The integration_system runs the full multi-stage loop internally: for each stage it re-evaluates forces, computes derivatives, and advances the stage. This keeps the multi-stage logic contained rather than spreading it across the schedule.

Key system signatures

Bevy systems are thin wrappers that query components and delegate to astrodyn functions. This keeps the physics testable without Bevy.

// ── crates/astrodyn_bevy/src/systems/ ──────────────────────────

fn gravity_computation_system(
    mut bodies: Query<(&TranslationalState, &BevyGravityControls, &mut GravityAcceleration)>,
    sources: Query<(&GravitySource, &RefFrameState), With<Planet>>,
) {
    for (state, controls, mut accel) in &mut bodies {
        // Delegate to pure function from astrodyn_gravity
        *accel = astrodyn_gravity::compute_all_gravity(
            state.position, controls, |entity| sources.get(entity),
        );
    }
}

// ── crates/astrodyn_bevy/src/systems/ ──────────────────────────

fn integration_system(
    mut bodies: Query<(
        &TotalForce, &MassProperties, &DynamicsConfig,
        &mut TranslationalState, &mut RotationalState,
        &mut FrameDerivatives,
    )>,
    integ_state: Res<IntegrationState>,
) {
    for (force, mass, config, mut trans, mut rot, mut derivs) in &mut bodies {
        // Delegate to pure function from astrodyn_dynamics
        astrodyn_dynamics::integrate_step(
            &force, mass, config, &mut trans, &mut rot, &mut derivs,
            integ_state.method, integ_state.dt,
        );
    }
}

Plugin composition

All Bevy glue lives in a single AstrodynPlugin in crates/astrodyn_bevy/src/lib.rs (renamed from JeodPlugin in #392). The plugin registers resources, configures schedule set ordering, and adds all systems inline — there are no separate sub-plugins per domain.
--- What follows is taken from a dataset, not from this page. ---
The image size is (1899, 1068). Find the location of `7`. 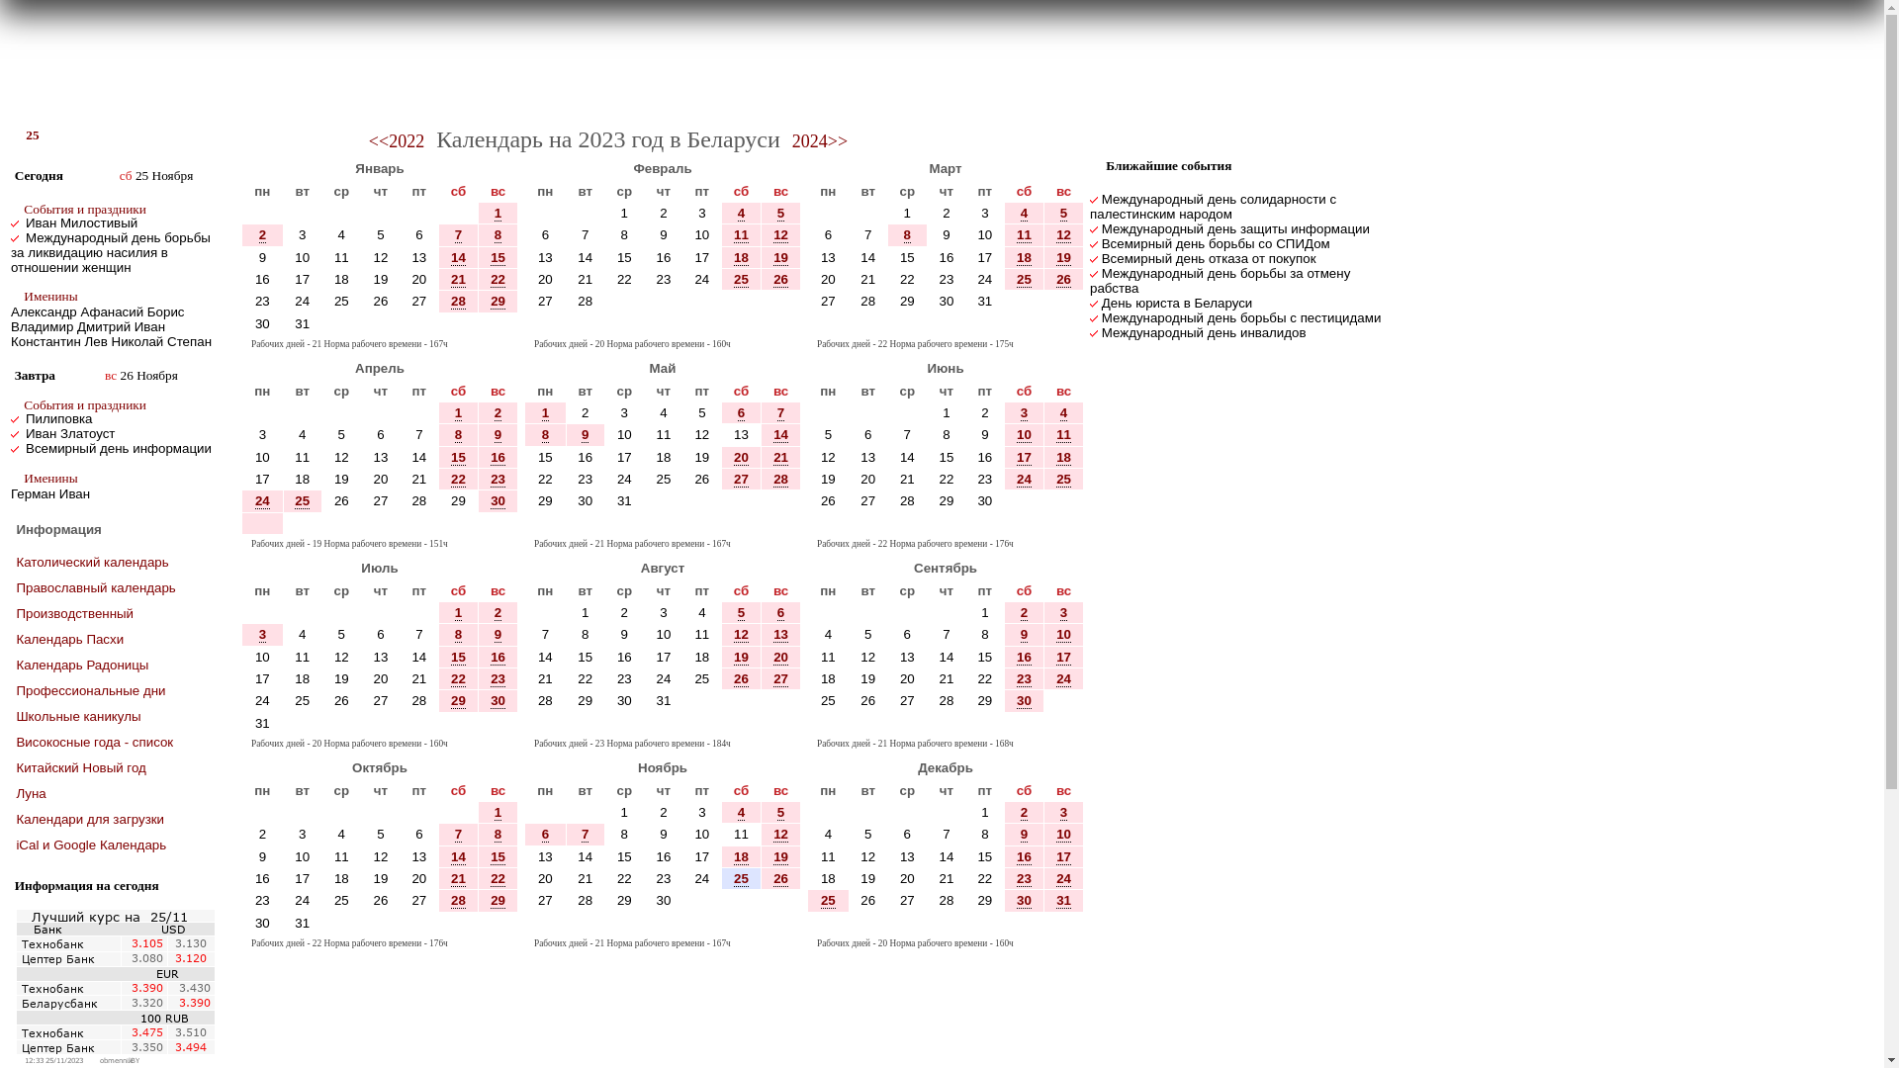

pub struct AstrodynPlugin;

impl Plugin for AstrodynPlugin {
    fn build(&self, app: &mut App) {
        // Insert resources (SimulationTime, EphemerisData, etc.)
        // Configure AstrodynSet schedule set ordering in FixedUpdate
        // Add all systems (time, gravity, integration, derived states, etc.)
        //   each assigned to the appropriate AstrodynSet
    }
}

Users add AstrodynPlugin to get the full simulation pipeline. Since all systems live in one plugin, selective opt-in is done by which components are spawned on entities, not by choosing sub-plugins.

See also

  • Strategy — engine-neutral architecture: pipeline stages, core types, three-layer rule, verification.
  • Integration-Groups — Bevy schedule ↔ JEOD JeodIntegrationGroup mapping.
  • Type-System — the typed quantities / phantom tags the component wrappers carry.
  • Dependency-Graph — where astrodyn_bevy and astrodyn_runner sit relative to astrodyn.